Announcing JES2RSS, a combination of JES2FTP with the new RSS web feed publication option. The RSS publication is very conducive to business report delivery. It has advantages over email delivery and FTP delivery of report content.

JES2RSS, or JES2FTP with RSS, provides a widely supported mechanism to publish report contents and enables notification of the new items through RSS clients. A Web Feed file is an XML file that contains a list of items and links to contents that are in the feed. When a web publisher, like JES2RSS, has a new item to publish it creates the report contents and stores it on a server and then it goes to the RSS server and creates or updates the XML Web Feed file. JES2RSS Example XML RSS (most commonly expanded as Really Simple Syndication) is a family of web feed formats used to publish frequently updated works such as blog entries, news headlines, audio, and videos in a standardized format. An RSS document (which is called a “feed”, “web feed” or “channel”) includes full or summarized text, plus metadata such as publishing dates and authorship.
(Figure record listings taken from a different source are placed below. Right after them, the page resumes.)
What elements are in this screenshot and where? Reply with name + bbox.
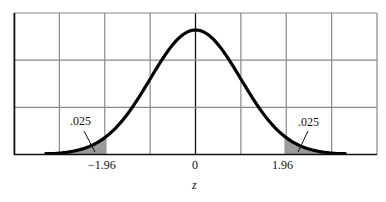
left-tail-label: .025 [70, 114, 91, 129]
tick-label-neg-1-96: −1.96 [88, 158, 116, 173]
right-tail-label: .025 [298, 115, 319, 130]
x-axis-label: z [192, 178, 197, 193]
grid [14, 13, 377, 155]
tick-label-0: 0 [192, 158, 198, 173]
tick-label-1-96: 1.96 [272, 158, 293, 173]
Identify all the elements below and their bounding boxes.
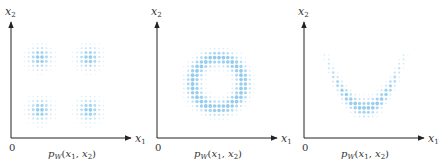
density-dot (235, 78, 238, 81)
density-dot (337, 72, 338, 73)
density-dot (183, 79, 185, 81)
density-dot (249, 96, 251, 98)
density-dot (41, 117, 43, 119)
density-dot (390, 98, 391, 99)
density-dot (24, 114, 25, 115)
density-dot (223, 70, 224, 71)
density-dot (249, 92, 251, 94)
density-dot (223, 119, 224, 120)
density-dot (200, 60, 204, 64)
density-dot (85, 43, 86, 44)
density-dot (76, 52, 78, 54)
density-dot (84, 108, 88, 112)
density-dot (195, 87, 198, 90)
density-dot (89, 100, 91, 102)
density-dot (191, 91, 195, 95)
density-dot (195, 100, 198, 103)
density-dot (85, 69, 87, 71)
density-dot (195, 78, 198, 81)
density-figure: x2 x1 0 pW(x1, x2) x2 x1 0 pW(x1, x2) x2… (0, 0, 442, 166)
density-dot (235, 74, 238, 77)
density-dot (249, 101, 250, 102)
density-dot (85, 127, 86, 128)
density-dot (218, 65, 220, 67)
density-dot (381, 85, 382, 86)
density-dot (227, 114, 229, 116)
density-dot (50, 122, 51, 123)
density-dot (398, 72, 400, 74)
density-dot (41, 100, 43, 102)
density-dot (210, 92, 211, 93)
density-dot (84, 55, 88, 59)
density-dot (371, 111, 374, 114)
panel-u-shape: x2 x1 0 pW(x1, x2) (298, 5, 439, 161)
density-dot (89, 51, 92, 54)
density-dot (376, 94, 378, 96)
density-dot (384, 93, 387, 96)
density-dot (50, 100, 51, 101)
density-dot (90, 69, 92, 71)
density-dot (50, 109, 52, 111)
density-dot (37, 47, 39, 49)
density-dot (36, 100, 38, 102)
density-dot (213, 104, 217, 108)
density-dot (41, 96, 43, 98)
density-dot (200, 91, 203, 94)
density-dot (89, 108, 93, 112)
density-dot (94, 47, 96, 49)
density-dot (235, 83, 237, 85)
density-dot (245, 61, 247, 63)
density-dot (99, 70, 100, 71)
density-dot (187, 66, 189, 68)
density-dot (222, 52, 225, 55)
density-dot (191, 78, 195, 82)
density-dot (362, 102, 365, 105)
density-dot (24, 109, 25, 110)
density-dot (195, 65, 199, 69)
density-dot (36, 55, 40, 59)
density-dot (72, 52, 73, 53)
density-dot (32, 100, 34, 102)
density-dot (336, 76, 338, 78)
density-dot (254, 79, 255, 80)
density-dot (254, 75, 255, 76)
density-dot (32, 122, 33, 123)
density-dot (28, 118, 29, 119)
density-dot (239, 91, 243, 95)
density-dot (36, 51, 39, 54)
density-dot (72, 56, 73, 57)
density-dot (196, 110, 198, 112)
density-dot (231, 56, 234, 59)
density-dot (183, 83, 185, 85)
density-dot (345, 102, 347, 104)
density-dot (205, 114, 207, 116)
density-dot (328, 54, 329, 55)
density-dot (205, 83, 206, 84)
density-dot (223, 96, 225, 98)
density-dot (55, 114, 56, 115)
density-dot (191, 69, 194, 72)
density-dot (28, 70, 29, 71)
density-dot (235, 56, 237, 58)
density-dot (332, 76, 335, 79)
density-dot (45, 104, 48, 107)
density-dot (226, 109, 229, 112)
density-dot (341, 76, 342, 77)
density-dot (399, 81, 400, 82)
density-dot (89, 113, 92, 116)
density-dot (24, 56, 25, 57)
density-dot (235, 65, 239, 69)
density-dot (187, 74, 190, 77)
density-dot (192, 110, 193, 111)
density-dot (32, 69, 34, 71)
density-dot (45, 108, 48, 111)
density-dot (354, 94, 356, 96)
density-dot (214, 65, 216, 67)
density-dot (239, 82, 243, 86)
density-dot (345, 89, 348, 92)
density-dot (244, 96, 247, 99)
density-dot (98, 100, 100, 102)
density-dot (346, 107, 347, 108)
density-dot (37, 74, 38, 75)
density-dot (89, 55, 93, 59)
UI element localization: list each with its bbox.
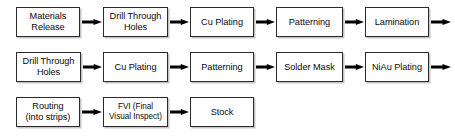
flowchart-row-1: Materials Release Drill Through Holes Cu… [0, 7, 455, 39]
flow-arrow-icon [170, 63, 189, 71]
node-label: Lamination [366, 17, 428, 28]
node-label: Cu Plating [191, 17, 253, 28]
node-label: Materials Release [17, 11, 79, 32]
flow-arrow-icon [170, 18, 189, 26]
flow-arrow-icon [83, 63, 102, 71]
process-node-niau-plating[interactable]: NiAu Plating [365, 52, 429, 82]
process-node-lamination[interactable]: Lamination [365, 7, 429, 37]
node-label: NiAu Plating [366, 62, 428, 73]
flow-arrow-icon [82, 18, 102, 26]
process-node-solder-mask[interactable]: Solder Mask [276, 52, 343, 82]
node-label: Stock [191, 107, 253, 118]
flow-arrow-icon [170, 108, 189, 116]
process-node-cu-plating-2[interactable]: Cu Plating [103, 52, 168, 82]
process-node-materials-release[interactable]: Materials Release [16, 7, 80, 37]
process-flowchart: Materials Release Drill Through Holes Cu… [0, 0, 455, 136]
process-node-patterning-2[interactable]: Patterning [190, 52, 254, 82]
node-label: Drill Through Holes [104, 11, 167, 32]
flow-arrow-icon [345, 63, 364, 71]
process-node-fvi[interactable]: FVI (Final Visual Inspect) [103, 97, 168, 127]
process-node-cu-plating-1[interactable]: Cu Plating [190, 7, 254, 37]
node-label: Patterning [277, 17, 342, 28]
flow-arrow-icon [256, 18, 275, 26]
flow-arrow-icon [256, 63, 275, 71]
flowchart-row-3: Routing (into strips) FVI (Final Visual … [0, 97, 455, 129]
process-node-routing[interactable]: Routing (into strips) [16, 97, 80, 127]
process-node-stock[interactable]: Stock [190, 97, 254, 127]
node-label: FVI (Final Visual Inspect) [104, 102, 167, 122]
flow-arrow-icon [345, 18, 364, 26]
flowchart-row-2: Drill Through Holes Cu Plating Patternin… [0, 52, 455, 84]
node-label: Cu Plating [104, 62, 167, 73]
process-node-drill-through-holes-2[interactable]: Drill Through Holes [16, 52, 81, 82]
node-label: Solder Mask [277, 62, 342, 73]
flow-arrow-wrap-icon [431, 63, 451, 71]
process-node-drill-through-holes-1[interactable]: Drill Through Holes [103, 7, 168, 37]
flow-arrow-icon [82, 108, 102, 116]
flow-arrow-wrap-icon [431, 18, 451, 26]
node-label: Routing (into strips) [17, 101, 79, 122]
process-node-patterning-1[interactable]: Patterning [276, 7, 343, 37]
node-label: Patterning [191, 62, 253, 73]
node-label: Drill Through Holes [17, 56, 80, 77]
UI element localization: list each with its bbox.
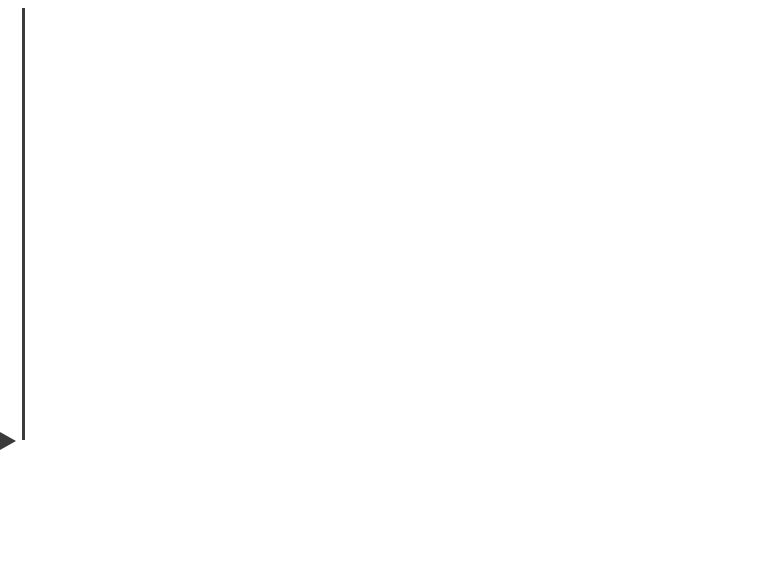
- x-axis-arrow-icon: [0, 432, 16, 450]
- technology-readiness-timeline-chart: [0, 0, 780, 563]
- y-axis-line: [22, 8, 25, 440]
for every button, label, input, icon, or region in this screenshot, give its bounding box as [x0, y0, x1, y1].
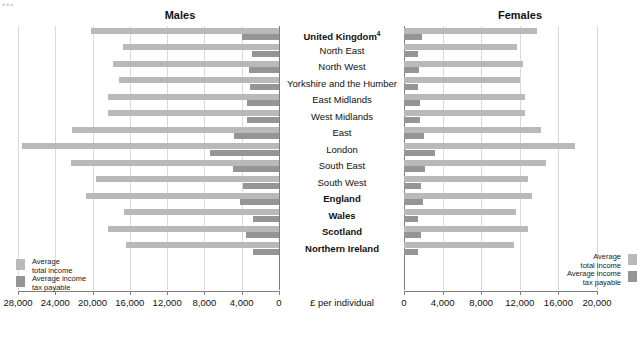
- bar-total-income: [71, 160, 279, 166]
- axis-tick-label: 4,000: [431, 297, 455, 308]
- bar-income-tax: [210, 150, 279, 156]
- bar-income-tax: [243, 183, 279, 189]
- axis-tick-label: 16,000: [544, 297, 573, 308]
- category-label: Yorkshire and the Humber: [282, 76, 402, 93]
- bar-total-income: [22, 143, 279, 149]
- bar-total-income: [404, 94, 525, 100]
- bar-income-tax: [404, 67, 419, 73]
- legend-item-total-income: Average total income: [16, 258, 126, 275]
- bar-total-income: [404, 28, 537, 34]
- category-label: East: [282, 125, 402, 142]
- gridline: [597, 26, 598, 290]
- bar-total-income: [404, 226, 528, 232]
- bar-income-tax: [234, 133, 279, 139]
- x-axis-females: [404, 291, 598, 292]
- category-label-column: United Kingdom4North EastNorth WestYorks…: [282, 26, 402, 290]
- bar-income-tax: [233, 166, 279, 172]
- bar-total-income: [404, 193, 532, 199]
- bar-income-tax: [404, 199, 423, 205]
- plot-area-females: [404, 26, 597, 290]
- legend-item-income-tax: Average income tax payable: [16, 275, 126, 292]
- bar-income-tax: [253, 216, 279, 222]
- legend-males: Average total income Average income tax …: [16, 258, 126, 292]
- legend-females: Average total income Average income tax …: [525, 253, 637, 287]
- axis-tick: [204, 291, 205, 295]
- bar-row: [404, 224, 597, 241]
- axis-tick-label: 28,000: [3, 297, 32, 308]
- axis-tick-label: 16,000: [115, 297, 144, 308]
- bar-total-income: [108, 226, 280, 232]
- axis-tick: [93, 291, 94, 295]
- bar-total-income: [96, 176, 279, 182]
- bar-total-income: [404, 61, 523, 67]
- axis-tick: [18, 291, 19, 295]
- axis-tick-label: 24,000: [41, 297, 70, 308]
- bar-income-tax: [404, 51, 418, 57]
- axis-tick-label: 4,000: [230, 297, 254, 308]
- category-label: South East: [282, 158, 402, 175]
- category-label: Wales: [282, 208, 402, 225]
- bar-total-income: [113, 61, 279, 67]
- category-label: East Midlands: [282, 92, 402, 109]
- bar-income-tax: [242, 34, 279, 40]
- bar-total-income: [404, 242, 514, 248]
- bar-income-tax: [252, 51, 279, 57]
- axis-tick-label: 12,000: [505, 297, 534, 308]
- bar-row: [18, 241, 279, 258]
- bar-total-income: [126, 242, 279, 248]
- bar-total-income: [404, 176, 528, 182]
- bar-income-tax: [404, 232, 421, 238]
- legend-swatch-income-tax: [628, 271, 637, 282]
- bar-row: [404, 92, 597, 109]
- bar-row: [404, 175, 597, 192]
- bar-total-income: [123, 44, 279, 50]
- bar-total-income: [72, 127, 279, 133]
- bar-income-tax: [247, 100, 279, 106]
- axis-tick-label: 12,000: [153, 297, 182, 308]
- bar-row: [18, 59, 279, 76]
- category-label: Scotland: [282, 224, 402, 241]
- legend-item-income-tax: Average income tax payable: [525, 270, 637, 287]
- bar-row: [18, 43, 279, 60]
- category-label: London: [282, 142, 402, 159]
- bar-income-tax: [404, 34, 422, 40]
- bar-row: [18, 175, 279, 192]
- axis-tick: [167, 291, 168, 295]
- bar-row: [18, 224, 279, 241]
- legend-label-income-tax: Average income tax payable: [567, 270, 621, 287]
- bar-row: [18, 191, 279, 208]
- bar-row: [18, 76, 279, 93]
- legend-item-total-income: Average total income: [525, 253, 637, 270]
- bar-row: [18, 208, 279, 225]
- bar-income-tax: [404, 216, 418, 222]
- bar-row: [404, 43, 597, 60]
- bar-total-income: [91, 28, 279, 34]
- bar-row: [18, 142, 279, 159]
- bar-income-tax: [404, 117, 420, 123]
- panel-title-females: Females: [460, 9, 580, 21]
- bar-row: [404, 59, 597, 76]
- axis-tick-label: 0: [276, 297, 281, 308]
- footnote-marker: 4: [377, 30, 381, 37]
- axis-tick: [520, 291, 521, 295]
- bar-row: [404, 109, 597, 126]
- bar-row: [18, 92, 279, 109]
- bar-total-income: [404, 143, 575, 149]
- bar-row: [18, 26, 279, 43]
- legend-label-total-income: Average total income: [581, 253, 621, 270]
- axis-tick-label: 8,000: [469, 297, 493, 308]
- axis-tick: [279, 291, 280, 295]
- x-axis-label: £ per individual: [282, 297, 402, 308]
- bar-total-income: [404, 77, 520, 83]
- legend-swatch-total-income: [628, 254, 637, 265]
- bar-income-tax: [253, 249, 279, 255]
- bar-row: [404, 26, 597, 43]
- bar-row: [404, 142, 597, 159]
- bar-income-tax: [246, 232, 279, 238]
- category-label: South West: [282, 175, 402, 192]
- axis-tick: [597, 291, 598, 295]
- bar-total-income: [119, 77, 279, 83]
- bar-row: [18, 158, 279, 175]
- corner-marks: •••: [2, 0, 14, 10]
- bar-income-tax: [404, 133, 424, 139]
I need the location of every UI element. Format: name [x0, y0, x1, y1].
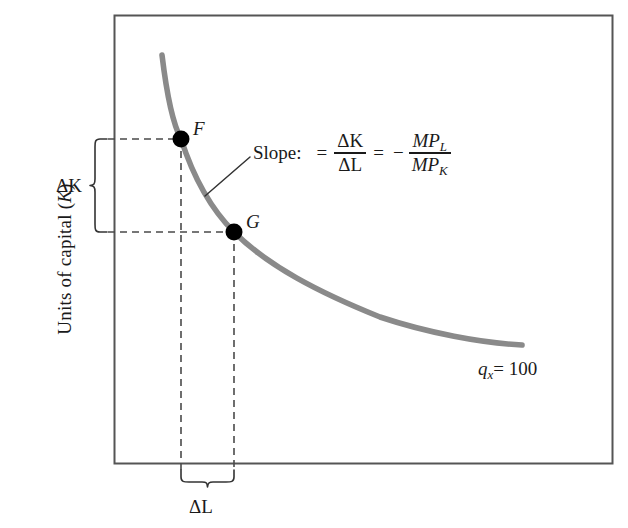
- slope-word: Slope:: [253, 142, 302, 164]
- mpl-subscript: L: [440, 138, 447, 153]
- y-axis-title: Units of capital (K): [54, 109, 76, 409]
- slope-equals-first: =: [317, 142, 328, 164]
- delta-l-brace: [181, 470, 234, 487]
- delta-k-label: ΔK: [56, 176, 82, 195]
- slope-minus-sign: −: [393, 142, 404, 164]
- fraction-denominator-mpk: MPK: [409, 154, 451, 176]
- isoquant-label: qx= 100: [478, 359, 537, 378]
- isoquant-curve: [162, 55, 522, 345]
- delta-l-label: ΔL: [189, 497, 213, 516]
- point-g-marker: [226, 224, 243, 241]
- fraction-denominator-delta-l: ΔL: [335, 154, 365, 176]
- point-g-label: G: [246, 212, 260, 231]
- plot-frame: [115, 16, 613, 464]
- delta-k-brace: [90, 139, 107, 232]
- point-f-marker: [173, 131, 190, 148]
- slope-leader-line: [205, 157, 250, 196]
- isoquant-q-symbol: q: [478, 358, 488, 379]
- isoquant-figure: Units of capital (K) ΔK ΔL F G qx= 100 S…: [0, 0, 628, 528]
- figure-canvas: [0, 0, 628, 528]
- point-f-label: F: [193, 119, 205, 138]
- fraction-numerator-mpl: MPL: [409, 131, 450, 153]
- mpl-base: MP: [412, 130, 439, 151]
- mpk-base: MP: [412, 154, 439, 175]
- mpk-subscript: K: [439, 162, 448, 177]
- fraction-mpl-mpk: MPL MPK: [409, 131, 451, 175]
- y-axis-title-prefix: Units of capital (: [54, 203, 75, 335]
- fraction-delta-k-delta-l: ΔK ΔL: [334, 131, 366, 175]
- slope-annotation: Slope: = ΔK ΔL = − MPL MPK: [253, 122, 451, 184]
- fraction-numerator-delta-k: ΔK: [334, 131, 366, 153]
- slope-equals-second: =: [373, 142, 384, 164]
- isoquant-value: = 100: [493, 358, 537, 379]
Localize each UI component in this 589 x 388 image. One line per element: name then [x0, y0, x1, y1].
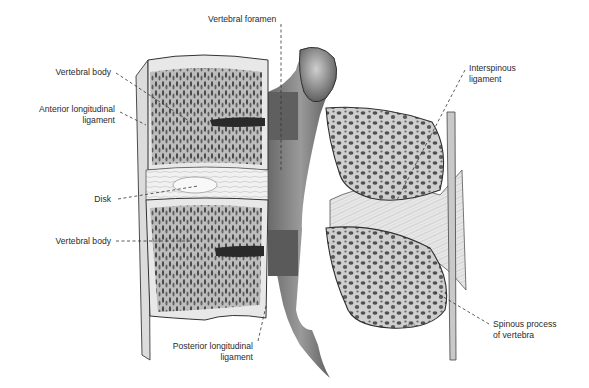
label-interspinous-ligament: Interspinous ligament — [469, 63, 516, 84]
vertebral-body-lower-shape — [146, 198, 268, 320]
label-disk: Disk — [94, 194, 111, 205]
label-vertebral-foramen: Vertebral foramen — [208, 14, 276, 25]
vertebral-arch — [268, 47, 337, 378]
supraspinous-ligament-shape — [447, 112, 456, 360]
label-posterior-longitudinal-ligament: Posterior longitudinal ligament — [173, 341, 253, 362]
spinous-process-upper — [326, 107, 444, 200]
label-vertebral-body-lower: Vertebral body — [56, 236, 111, 247]
label-spinous-process: Spinous process of vertebra — [493, 319, 557, 340]
anatomy-figure: M.G. Vertebral foramen Vertebral body An… — [0, 0, 589, 388]
label-vertebral-body-upper: Vertebral body — [56, 67, 111, 78]
vertebral-body-upper-shape — [148, 55, 268, 170]
label-anterior-longitudinal-ligament: Anterior longitudinal ligament — [39, 104, 115, 125]
artist-signature: M.G. — [405, 321, 417, 329]
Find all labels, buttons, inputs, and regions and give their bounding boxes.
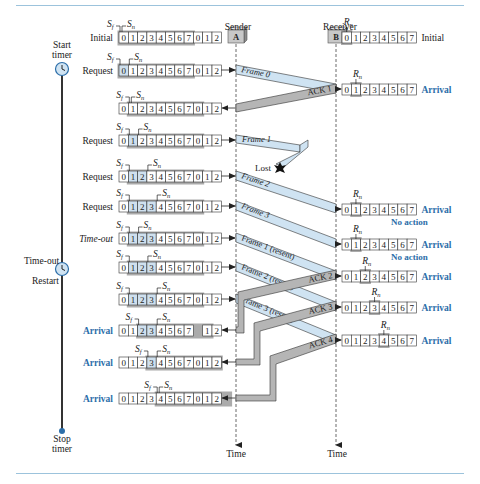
svg-text:1: 1 <box>131 33 136 43</box>
svg-text:3: 3 <box>372 303 377 313</box>
svg-text:0: 0 <box>121 295 126 305</box>
svg-text:5: 5 <box>391 85 396 95</box>
svg-text:Sf: Sf <box>116 220 124 231</box>
svg-text:2: 2 <box>363 272 368 282</box>
svg-text:4: 4 <box>159 104 164 114</box>
svg-text:2: 2 <box>214 33 219 43</box>
svg-text:Sn: Sn <box>134 52 142 63</box>
svg-text:1: 1 <box>354 303 359 313</box>
svg-text:0: 0 <box>196 33 201 43</box>
svg-text:Arrival: Arrival <box>421 240 451 250</box>
svg-text:4: 4 <box>159 326 164 336</box>
svg-text:Sf: Sf <box>135 344 143 355</box>
svg-text:1: 1 <box>131 104 136 114</box>
svg-text:1: 1 <box>131 358 136 368</box>
svg-text:4: 4 <box>159 136 164 146</box>
svg-text:0: 0 <box>344 272 349 282</box>
svg-text:Frame 1: Frame 1 <box>241 134 271 144</box>
svg-text:2: 2 <box>140 172 145 182</box>
sender-window-row-1: 01234567012RequestSfSn <box>82 52 235 79</box>
svg-text:Sn: Sn <box>162 344 170 355</box>
svg-text:7: 7 <box>187 136 192 146</box>
svg-text:Initial: Initial <box>421 33 444 43</box>
svg-text:0: 0 <box>121 263 126 273</box>
svg-text:1: 1 <box>205 33 210 43</box>
start-timer-clock-icon <box>56 63 69 76</box>
sender-window-row-0: 01234567012InitialSfSn <box>90 19 221 46</box>
sender-window-row-2: 01234567012SfSn <box>116 90 236 117</box>
svg-text:3: 3 <box>149 66 154 76</box>
svg-text:1: 1 <box>205 358 210 368</box>
svg-text:6: 6 <box>177 172 182 182</box>
svg-text:2: 2 <box>214 202 219 212</box>
svg-text:1: 1 <box>205 172 210 182</box>
svg-text:2: 2 <box>140 295 145 305</box>
svg-text:3: 3 <box>372 240 377 250</box>
svg-text:6: 6 <box>400 272 405 282</box>
svg-text:Sf: Sf <box>116 122 124 133</box>
svg-text:Lost: Lost <box>255 163 272 173</box>
svg-text:7: 7 <box>410 272 415 282</box>
svg-text:7: 7 <box>187 104 192 114</box>
svg-text:Sn: Sn <box>153 158 161 169</box>
svg-text:1: 1 <box>131 136 136 146</box>
svg-text:Arrival: Arrival <box>421 205 451 215</box>
svg-text:3: 3 <box>149 295 154 305</box>
restart-label: Restart <box>32 276 59 286</box>
svg-text:3: 3 <box>372 33 377 43</box>
svg-text:2: 2 <box>214 394 219 404</box>
svg-text:1: 1 <box>205 234 210 244</box>
svg-text:5: 5 <box>391 205 396 215</box>
svg-text:Sf: Sf <box>107 19 115 30</box>
timeout-label: Time-out <box>24 256 59 266</box>
svg-text:No action: No action <box>391 252 428 262</box>
svg-text:7: 7 <box>187 358 192 368</box>
svg-text:0: 0 <box>196 358 201 368</box>
svg-text:Sf: Sf <box>126 312 134 323</box>
svg-text:7: 7 <box>187 295 192 305</box>
receiver-window-row-5: 01234567ArrivalRn <box>336 287 452 315</box>
svg-text:No action: No action <box>391 217 428 227</box>
svg-text:0: 0 <box>121 202 126 212</box>
svg-text:4: 4 <box>159 263 164 273</box>
svg-text:Sn: Sn <box>164 380 172 391</box>
svg-text:3: 3 <box>372 272 377 282</box>
svg-text:3: 3 <box>149 263 154 273</box>
svg-text:5: 5 <box>391 240 396 250</box>
svg-text:4: 4 <box>382 303 387 313</box>
start-timer-label-1: Start <box>44 40 80 50</box>
svg-text:4: 4 <box>382 85 387 95</box>
svg-text:5: 5 <box>168 172 173 182</box>
svg-text:2: 2 <box>214 358 219 368</box>
svg-text:1: 1 <box>205 104 210 114</box>
svg-text:1: 1 <box>131 66 136 76</box>
svg-text:Sf: Sf <box>116 188 124 199</box>
svg-text:7: 7 <box>410 85 415 95</box>
svg-text:2: 2 <box>214 295 219 305</box>
svg-text:4: 4 <box>159 66 164 76</box>
svg-text:A: A <box>233 32 240 42</box>
svg-text:3: 3 <box>372 336 377 346</box>
svg-text:1: 1 <box>354 240 359 250</box>
svg-text:6: 6 <box>400 85 405 95</box>
svg-text:4: 4 <box>159 234 164 244</box>
svg-text:1: 1 <box>205 66 210 76</box>
svg-text:1: 1 <box>205 295 210 305</box>
svg-text:3: 3 <box>149 202 154 212</box>
svg-text:2: 2 <box>363 85 368 95</box>
svg-text:1: 1 <box>131 202 136 212</box>
svg-text:7: 7 <box>187 234 192 244</box>
svg-text:6: 6 <box>177 394 182 404</box>
sender-window-row-3: 01234567012RequestSfSn <box>82 122 235 149</box>
svg-text:Rn: Rn <box>380 320 390 331</box>
stop-timer-label-2: timer <box>44 444 80 454</box>
svg-text:3: 3 <box>372 85 377 95</box>
svg-text:Sn: Sn <box>136 90 144 101</box>
svg-text:2: 2 <box>140 104 145 114</box>
svg-text:1: 1 <box>131 263 136 273</box>
svg-text:Request: Request <box>82 172 113 182</box>
svg-text:7: 7 <box>410 240 415 250</box>
svg-text:ACK 2: ACK 2 <box>308 270 334 284</box>
svg-text:1: 1 <box>131 234 136 244</box>
svg-text:2: 2 <box>214 326 219 336</box>
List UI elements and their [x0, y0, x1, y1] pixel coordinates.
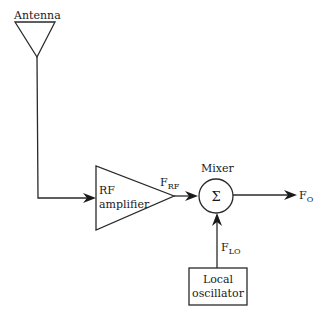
- local-oscillator-label-line1: Local: [203, 273, 234, 286]
- rf-amplifier-label-line1: RF: [99, 184, 115, 197]
- antenna-feed-line: [37, 57, 90, 198]
- flo-label: FLO: [221, 241, 241, 256]
- frf-sub: RF: [168, 182, 180, 191]
- flo-sub: LO: [229, 247, 241, 256]
- rf-amplifier-label-line2: amplifier: [99, 198, 150, 211]
- antenna-symbol: [15, 22, 55, 57]
- block-diagram: Antenna RF amplifier FRF Mixer Σ FO FLO …: [0, 0, 323, 320]
- fo-label: FO: [299, 189, 314, 204]
- mixer-label: Mixer: [201, 162, 234, 175]
- local-oscillator-label-line2: oscillator: [192, 287, 245, 300]
- antenna-label: Antenna: [13, 9, 61, 22]
- frf-label: FRF: [160, 176, 180, 191]
- fo-sub: O: [307, 195, 314, 204]
- mixer-sigma-symbol: Σ: [211, 189, 220, 204]
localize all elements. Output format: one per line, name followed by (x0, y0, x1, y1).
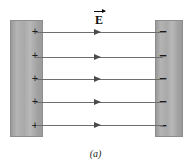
field-line (36, 57, 163, 58)
field-line (36, 125, 163, 126)
field-line (36, 79, 163, 80)
field-symbol: E (88, 14, 110, 26)
vector-arrow-icon (94, 9, 105, 14)
figure-caption: (a) (0, 148, 191, 159)
field-line (36, 102, 163, 103)
arrow-right-icon (94, 99, 101, 105)
arrow-right-icon (94, 29, 101, 35)
capacitor-field-figure: + + + + + − − − − − E (a) (0, 0, 191, 168)
field-line (36, 32, 163, 33)
electric-field-label: E (88, 9, 110, 26)
arrow-right-icon (94, 122, 101, 128)
arrow-right-icon (94, 76, 101, 82)
arrow-right-icon (94, 54, 101, 60)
Web feeds benefit publishers by letting them syndicate content automatically. They benefit readers who want to subscribe to timely updates from favored websites or to aggregate feeds from many sites into one place. RSS feeds can be read using software called an “RSS reader”, “feed reader”, or “aggregator”, which can be web-based, desktop-based, or mobile-device-based. A standardized XML file format allows the information to be published once and viewed by many different programs. The user subscribes to a feed by entering into the reader the feed’s URI or by clicking an RSS icon in a web browser that initiates the subscription process. The RSS reader checks the user’s subscribed feeds regularly for new work, downloads any updates that it finds, and provides a user interface to monitor and read the feeds. As RSS files are essentially XML formatted plain text, the RSS file itself is relatively easily read both by automated processes and by humans alike. An example file could have contents such as the following. This could be placed on any appropriate communication protocol for file retrieval, such as http or ftp, and reading software would use the information to present a neat display to the end user.